I was holding Argos and he wriggled free and jumped down and ran away from me, toward our big pink house overgrown with morning glory vines and electric wires strung with glass bulbs. I screamed for him and my mom tried to hold me back but I was already running. I was inside.
The floor was paved with broken glass from the Christmas ornaments and family photos that had fallen. (A tall man with wild, sandy-colored hair and tanned, capable hands, a curvy, olive-skinned woman with gray eyes, an unremarkable teenage girl, an astonishingly handsome boy and a dog that was a mix of so many odd breeds it made you laugh to look at him.) My feet were bare. I reached for a pair of my mother’s suede and shearling boots by the door, yanked them on, and stepped over the glass, calling for my dog. He was yelping and growling at an invisible phantom; his paws were bleeding. I picked him up and blood streaked down my legs.
I turned to open the door but a wall of water surged toward me behind the glass pane and I put up my hands as if to hold it back, as if to part the wave.
And then I fell.
That’s all I remember of the last day of the life I once knew.
2
THE PINK HAND OF DAWN
W
HEN I WAKE EACH MORNING
—Venice’s baseball cap beside me and a photo of my family under my pillow—and feel the pink hand of dawn stroking my face, sometimes I forget that my mother and father and Venice and Argos are gone, that my best friends Moira and Noey are gone. I forget that I am alone here in this house, with the sea roiling squid-ink purple-black, dark like a witch’s brew, just outside my window, where once there existed the rest of my city, now lost as far as I can see. Even dawn is a rare thing, for usually the sky is too thick with smoke for me to see the sun rise.
When I did go outside, after the water levels went down, the smoke-black air, and the piles of rubble that had once been buildings, were the first things I noticed. Then I saw the giant frightful clown in the blue ballerina tutu; he used to preside over the city of Venice and now bobbed in the water among a banquet of Styrofoam cups and plastic containers. He was missing one white-gloved hand but still had his red top hat and bulbous nose, his black beard. The clown had made me drop my ice cream and run screaming to my mother when I was a child; now he looked even more monstrous. I saw crushed cars stacked on top of one another and the street in front of my house split in two, exposing the innards of the earth. Nothing grew and not a soul roamed. The trees had fallen and the ground was barren of any life, the world as far as I could see, deserted.

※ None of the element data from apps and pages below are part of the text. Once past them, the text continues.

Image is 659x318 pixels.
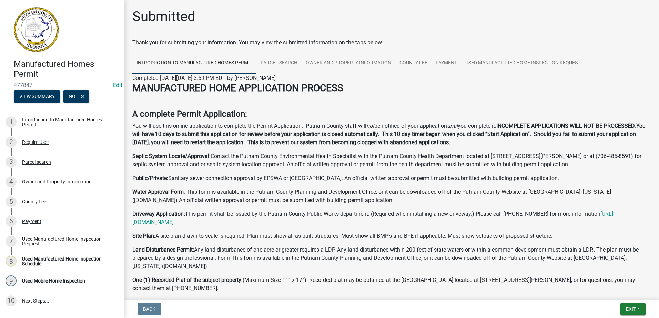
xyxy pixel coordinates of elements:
div: 9 [6,276,17,287]
p: (Maximum Size 11” x 17”). Recorded plat may be obtained at the [GEOGRAPHIC_DATA] located at [STRE... [132,276,651,293]
h4: Manufactured Homes Permit [14,59,119,79]
wm-modal-confirm: Notes [63,94,89,100]
p: Any land disturbance of one acre or greater requires a LDP. Any land disturbance within 200 feet ... [132,246,651,271]
button: Exit [620,303,646,316]
div: 5 [6,196,17,207]
span: Exit [626,307,636,312]
div: Used Mobile Home Inspection [22,279,85,284]
div: Require User [22,140,49,145]
a: Payment [432,52,461,74]
a: Introduction to Manufactured Homes Permit [132,52,256,74]
div: 2 [6,137,17,148]
div: 7 [6,236,17,247]
p: Contact the Putnam County Environmental Health Specialist with the Putnam County Health Departmen... [132,152,651,169]
strong: Site Plan: [132,233,155,240]
strong: Form [171,189,184,195]
i: not [366,123,374,129]
p: A site plan drawn to scale is required. Plan must show all as-built structures. Must show all BMP... [132,232,651,241]
div: Thank you for submitting your information. You may view the submitted information on the tabs below. [132,39,651,47]
wm-modal-confirm: Summary [14,94,60,100]
a: Parcel search [256,52,302,74]
a: Edit [113,82,122,89]
strong: Septic System Locate/Approval: [132,153,211,160]
wm-modal-confirm: Edit Application Number [113,82,122,89]
span: Completed [DATE][DATE] 3:59 PM EDT by [PERSON_NAME] [132,75,276,81]
div: Payment [22,219,41,224]
div: 6 [6,216,17,227]
div: 4 [6,176,17,187]
i: until [447,123,458,129]
a: Owner and Property Information [302,52,395,74]
div: Used Manufactured Home Inspection Request [22,237,113,246]
div: Owner and Property Information [22,180,92,184]
button: Notes [63,90,89,103]
strong: MANUFACTURED HOME APPLICATION PROCESS [132,82,343,94]
a: Used Manufactured Home Inspection Request [461,52,585,74]
strong: A complete Permit Application: [132,109,247,119]
div: Used Manufactured Home Inspection Schedule [22,257,113,266]
div: 10 [6,296,17,307]
p: : This form is available in the Putnam County Planning and Development Office, or it can be downl... [132,188,651,205]
div: 8 [6,256,17,267]
button: View Summary [14,90,60,103]
button: Back [138,303,161,316]
div: County Fee [22,200,46,204]
div: Parcel search [22,160,51,165]
strong: INCOMPLETE APPLICATIONS WILL NOT BE PROCESSED [496,123,635,129]
span: Back [143,307,155,312]
p: You will use this online application to complete the Permit Application. Putnam County staff will... [132,122,651,147]
h1: Submitted [132,8,195,25]
p: This permit shall be issued by the Putnam County Public Works department. (Required when installi... [132,210,651,227]
img: Putnam County, Georgia [14,7,59,52]
div: Introduction to Manufactured Homes Permit [22,118,113,127]
div: 3 [6,157,17,168]
span: 477847 [14,82,110,89]
strong: Land Disturbance Permit: [132,247,194,253]
strong: Public/Private: [132,175,168,182]
strong: Driveway Application: [132,211,185,217]
strong: Water Approval [132,189,170,195]
div: 1 [6,117,17,128]
strong: One (1) Recorded Plat of the subject property: [132,277,243,284]
strong: You will have 10 days to submit this application for review before your application is closed aut... [132,123,646,146]
p: Sanitary sewer connection approval by EPSWA or [GEOGRAPHIC_DATA]. An official written approval or... [132,174,651,183]
a: County Fee [395,52,432,74]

The debris of splintered buildings floated in swamps that were once the neighborhood where my friends lived. Moira’s family’s green and white Craftsman bungalow vanished; Noey’s mother’s 1960s apartment washed away. Had my friends run screaming, barefoot in their pajamas, from their houses into the street? If I listened, could I have heard their voices beneath the crash of the surf? Had they been killed in their sleep? Were they conscious when it happened, were they in pain?

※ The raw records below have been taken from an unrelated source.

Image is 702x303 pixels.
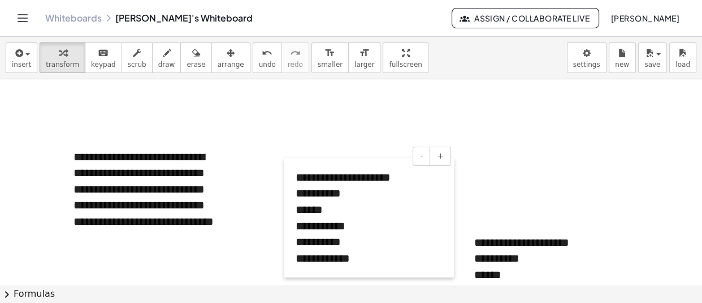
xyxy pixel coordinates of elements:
[14,9,32,27] button: Toggle navigation
[413,146,430,166] button: -
[46,61,79,68] span: transform
[259,61,276,68] span: undo
[430,146,451,166] button: +
[218,61,244,68] span: arrange
[212,42,251,73] button: arrange
[676,61,691,68] span: load
[602,8,689,28] button: [PERSON_NAME]
[437,151,444,160] span: +
[325,46,335,60] i: format_size
[290,46,301,60] i: redo
[615,61,629,68] span: new
[98,46,109,60] i: keyboard
[180,42,212,73] button: erase
[40,42,85,73] button: transform
[152,42,182,73] button: draw
[288,61,303,68] span: redo
[359,46,370,60] i: format_size
[573,61,601,68] span: settings
[128,61,146,68] span: scrub
[262,46,273,60] i: undo
[85,42,122,73] button: keyboardkeypad
[91,61,116,68] span: keypad
[420,151,423,160] span: -
[452,8,599,28] button: Assign / Collaborate Live
[12,61,31,68] span: insert
[567,42,607,73] button: settings
[609,42,636,73] button: new
[383,42,428,73] button: fullscreen
[461,13,590,23] span: Assign / Collaborate Live
[355,61,374,68] span: larger
[389,61,422,68] span: fullscreen
[611,13,680,23] span: [PERSON_NAME]
[45,12,102,24] a: Whiteboards
[158,61,175,68] span: draw
[253,42,282,73] button: undoundo
[6,42,37,73] button: insert
[638,42,667,73] button: save
[282,42,309,73] button: redoredo
[645,61,661,68] span: save
[122,42,153,73] button: scrub
[312,42,349,73] button: format_sizesmaller
[318,61,343,68] span: smaller
[670,42,697,73] button: load
[348,42,381,73] button: format_sizelarger
[187,61,205,68] span: erase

I think of Moira’s ginger hair. Was it loose or braided? She sometimes braided it when she slept. I can see Noey’s watchful artist’s eyes, so round and brown in her round, dimpled face. Was she wearing one of her vintage punk T-shirts and men’s striped silk pajama pants? I can pretend my friends are somewhere out there alive but sometimes hope only makes everything worse.
It’s been fifty-three days since the Earth Shaker—I’ve ticked them off with red marks on the wall by my bed as if this small ritual will restore some meaning to my life. It’s early February but that doesn’t signify much anymore. No bills to pay, no homework due, no holidays. If things were different I might have been collaging Valentines for Moira and Noey and buying dense chocolate hearts wrapped in crinkle-shiny red paper for Venice.